Government leaders recognize that modernizing the workforce and implementing strategies that empower workers are critical components in transforming the government. Strategic workforce management includes strengthening leadership of human capital systems, developing better human resources processes and capabilities, and enhancing the workforce culture.
IDC defines the Future of Work (FOW) as a work model that fosters human-machine collaboration, enables new skills and worker experiences and supports an environment unbounded by time or space. As organizations accelerate and expand their digital transformation initiatives, traditional work models aren’t nimble enough, adaptive nor scalable.

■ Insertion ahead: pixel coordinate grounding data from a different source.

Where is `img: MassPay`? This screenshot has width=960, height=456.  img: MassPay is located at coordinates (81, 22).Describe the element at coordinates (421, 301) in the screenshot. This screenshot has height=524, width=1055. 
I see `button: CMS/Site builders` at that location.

Digital natives will make up a growing share of the workforce, enabling human workers to drive new value with skills such as imagination, creativity and empathy gaining prominence. This requires entirely new work environments, organizational structures, tools, training, and metrics for success.
How AI and the Future of Work Will Affect Government Agencies
A big component in approaching the Future of Work is to change how one thinks about what is possible when AI, remote work, and always-on capabilities exist and become essential to day-to-day operations. Being able to alter strategies and roadmaps, plan budgets, and manage projects in a way that aligns with these new Future of work paradigms will be an important step to drive innovation.

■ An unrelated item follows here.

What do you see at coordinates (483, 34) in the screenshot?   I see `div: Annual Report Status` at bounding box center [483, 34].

For governments, this will necessitate a change in process, policies, and potentially even legislation to allow for new ways to work. Flexible thinking as well as flexible regulations will give the most advantage.
Governments that want to improve service delivery, increase capacity, streamline operations, and reach policy goals must invest in people resources and create a tech-friendly work culture. In the light of budget cuts, and stiff competition for talent and skills, public sector organizations understand that often it is better to develop their best talent resources and provide employees and managers future of work (FoW) tools and solutions.

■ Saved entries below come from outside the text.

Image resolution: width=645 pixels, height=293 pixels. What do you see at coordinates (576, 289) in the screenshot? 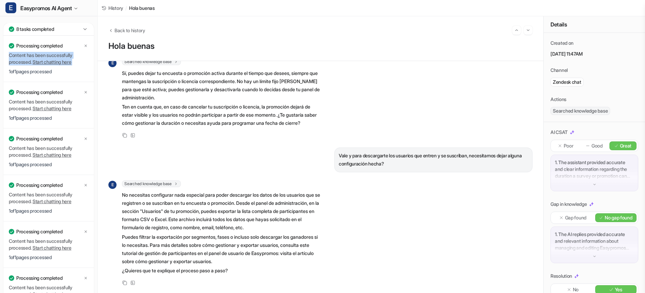
I see `p: No` at bounding box center [576, 289].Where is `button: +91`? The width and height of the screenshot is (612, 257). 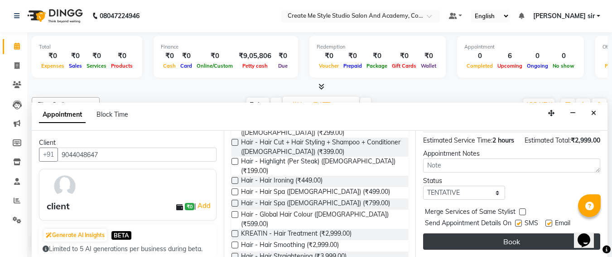 button: +91 is located at coordinates (48, 154).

IDC predicts that by 2021, 30% of agencies will embrace the organizational skills and technological innovations impacting the future of work to enhance their ability to recruit, train, and retain key personnel. For FoW examples, see Leveraging Technology to Enable the Future of Work in Government; for more information on this prediction, see IDC FutureScape: Worldwide National Governments 2019 Prediction.
IDC Advises Agencies
Don’t limit FoW deployment as a purely HR responsibility. FoW should be within the purview of all other organizational units. Deploy AI to optimize workforce operations, track workforce priorities such as diversity, and deliver strategic labor insights to managers and executives.
Deploy commercial best practices applicable to your mission. Work with vendors knowledgeable of commercial industry tasks and practices that align closely with that of your workforce.
Develop talent excellence to drive successful achievement of the agency operational goals of meeting cost constraints, providing better and more streamlined constituent services, and building a succession bench for leadership as well as enhancing knowledge and skills.
Deploy intelligent solutions via analytics and AI tools to enhance problem solving, improve resource planning, management, and empowerment of employees, and enable a digitally connected workforce with on-demand reporting and analysis.
Think differently about current work and what the future of work really unlocks for your agency. What’s truly possible is continuing to change rapidly, and this is happening through technology, through improved process, and through an increasingly skilled and dynamic workforce. Take the holistic view.
To learn more about the potential for government agencies in the intersection of artificial intelligence and the Future of Work, join IDC’s live web conference, “Scaling AI and the Future of Work” on March 17 at 11am ET.
IDC Research Director Adelaide O'Brien contributed to this piece.